Skip to content

North Richmond project transforms gardens — and gardeners, too

on November 20, 2014

Kids with trowels dug holes into colorful raised beds for collard greens starts. Two guys, sweaty from the effort, hacked at tangled blackberry vines and tall grass, rolling the mass into a large bundle and heaving it across the garden onto a pile. Some older folks with shovels dug moats around fruit tree saplings, telling jokes in Spanish.

The Davis Chapel community garden in North Richmond didn’t always look like this: twenty members of the community planting and digging in the angled November sunlight.

“You probably couldn’t even find the gate two years ago,” said Thomas Jackson with a laugh. Jackson is a Davis Chapel volunteer who comes to the garden every two weeks to, “keep everything afloat.”

Over the last year, Davis Chapel— a Methodist church on Chelsey Ave and 4th in the heart of North Richmond— partnered with Urban Tilth to develop and revitalize the garden.

Urban Tilth is a nonprofit that runs 13 school and community gardens around Richmond and North Richmond.

“The collaboration between Urban Tilth and Davis Chapel is so great because we want the spaces we work on to be open to the community,” said Tania Pulido, Urban Tilth Community Engagement Manager.

Both groups were successful with grassroots outreach leading up to the event: they passed out flyers in the immediate neighborhood. Jackson said the turnout on Saturday was the largest— about twenty people— and the most diverse he had seen at the community garden.

The garden’s recent revitalization seemed to be taking root in the bedrock of the neighborhood.

Jorge Hernandez lifted his shirt to reveal three large scars running the length of his left ribcage towards his heart. He had almost died from a punctured lung after being attacked on the streets by his house.

He got sober by completing a six-month program at the Oakland Salvation Army, and now he volunteers to water the plant beds every night— he leans over the fence that his home shares with the garden, and sprays the plants with his own hose.

“I’ve moved lots of blackberries in the last six months,” Hernandez said.

The executive director of Urban Tilth, Doria Robinson, said that the mission of the organization is to provide, “a safe, welcoming, healthy place for people to hang out.”

“There’s nothing out here,” she said. “There’s no cafes… There are two liquor stores and that’s it.”

For Josue Hernandez, 23, (no relation), the citywide garden project means a job. He’s almost halfway done with a yearlong apprenticeship at Urban Tilth, during which he has learned about soil, plants, gardening and teaching. Over the summer, he worked with “a lot of youth,” seeding, weeding and making beds. “Anything to do with organics and permaculture.”

“I will use this knowledge in the future,” he said.

Jorge Hernandez rolled another huge green tumbleweed of grass and blackberry vines and pushed it on top of the pile, which now stood nearly five feet tall. He laughed and scrabbled to the top. “Someone take my picture,” he said, raising both hands in the air.

Richmond Confidential welcomes comments from our readers, but we ask users to keep all discussion civil and on-topic. Comments post automatically without review from our staff, but we reserve the right to delete material that is libelous, a personal attack, or spam. We request that commenters consistently use the same login name. Comments from the same user posted under multiple aliases may be deleted. Richmond Confidential assumes no liability for comments posted to the site and no endorsement is implied; commenters are solely responsible for their own content.

Card image cap
logo
Richmond Confidential

Richmond Confidential is an online news service produced by the UC Berkeley Graduate School of Journalism for, and about, the people of Richmond, California. Our goal is to produce professional and engaging journalism that is useful for the citizens of the city.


Look over the entries below. Report how many lines hold the word "triangle", and only that.

Working data.
━━━━━━━━━━━━━━━━
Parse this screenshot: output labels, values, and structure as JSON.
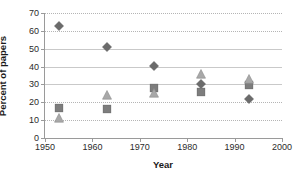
{
  "chart_data": {
    "type": "scatter",
    "title": "",
    "xlabel": "Year",
    "ylabel": "Percent of papers",
    "xlim": [
      1950,
      2000
    ],
    "ylim": [
      0,
      70
    ],
    "xticks": [
      1950,
      1960,
      1970,
      1980,
      1990,
      2000
    ],
    "yticks": [
      0,
      10,
      20,
      30,
      40,
      50,
      60,
      70
    ],
    "grid": true,
    "legend": "none",
    "x": [
      1953,
      1963,
      1973,
      1983,
      1993
    ],
    "series": [
      {
        "name": "diamond-series",
        "marker": "diamond",
        "color": "#6b6b6b",
        "values": [
          63,
          51,
          40.3,
          30.5,
          22
        ]
      },
      {
        "name": "square-series",
        "marker": "square",
        "color": "#7d7d7d",
        "values": [
          17,
          16,
          27.8,
          26,
          29.5
        ]
      },
      {
        "name": "triangle-series",
        "marker": "triangle",
        "color": "#a8a8a8",
        "values": [
          11,
          24,
          25.3,
          36,
          33
        ]
      }
    ]
  },
  "axes": {
    "y_title": "Percent of papers",
    "x_title": "Year",
    "y_tick_labels": [
      "0",
      "10",
      "20",
      "30",
      "40",
      "50",
      "60",
      "70"
    ],
    "x_tick_labels": [
      "1950",
      "1960",
      "1970",
      "1980",
      "1990",
      "2000"
    ]
  },
  "colors": {
    "axis": "#9a9a9a",
    "grid_dotted": "#b5b5b5",
    "grid_solid": "#c9c9c9",
    "text": "#2b2b2b",
    "background": "#ffffff"
  }
}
━━━━━━━━━━━━━━━━
Solved exercise.
2